What's the color of the shoes in this image? [DEEPEVAL:IMAGE:awefv234fvbnhg456]

Users who'd like to access their images themselves for any ETL can use the convert_to_multi_modal_array method to convert your test cases to a list of strings and MLLMImage in order. Here's how to use it:

from deepeval.test_case import ConversationalTestCase, Turn, MLLMImage
from deepeval.utils import convert_to_multi_modal_array

shoes = MLLMImage(url='./shoes.png', local=True)

test_case = ConversationalTestCase(
turns=[
Turn(role="user", content=f"What's the color of the shoes in this image? {shoes}"),
Turn(role="assistant", content=f"They are blue shoes!")
]
)

print(convert_to_multi_modal_array(test_case.turns[0].content))

This will output the following:

["What's the color of the shoes in this image? ",  [DEEPEVAL:IMAGE:awefv234fvbnhg456]]

The [DEEPEVAL:IMAGE:awefv234fvbnhg456] here is actually the instance of MLLMImage you passed inside your test case.
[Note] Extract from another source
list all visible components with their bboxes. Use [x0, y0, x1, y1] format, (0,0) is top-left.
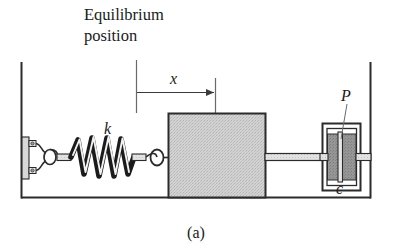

Label Test Cases For Confident AI

If you're using Confident AI, these are some additional parameters to help manage your test cases.

Name

The optional name parameter allows you to provide a string identifier to label LLMTestCases and ConversationalTestCases for you to easily search and filter for on Confident AI. This is particularly useful if you're importing test cases from an external datasource.

from deepeval.test_case import ConversationalTestCase

test_case = ConversationalTestCase(name="my-external-unique-id", ...)

Tags

Alternatively, you can also tag test cases for filtering and searching on Confident AI:

from deepeval.test_case import ConversationalTestCase

test_case = ConversationalTestCase(tags=["Topic 1", "Topic 3"], ...)

Using Test Cases For Evals

You can create test cases for two types of evaluation:

  • End-to-end - Treats your multi-turn LLM app as a black-box, and evaluates the overall conversation by considering each turn's inputs and outputs.
  • One-Off Standalone - Executes individual metrics on single test cases for debugging or custom evaluation pipelines

Unlike for single-turn test cases, the concept of component-level evaluation does not exist for multi-turn use cases.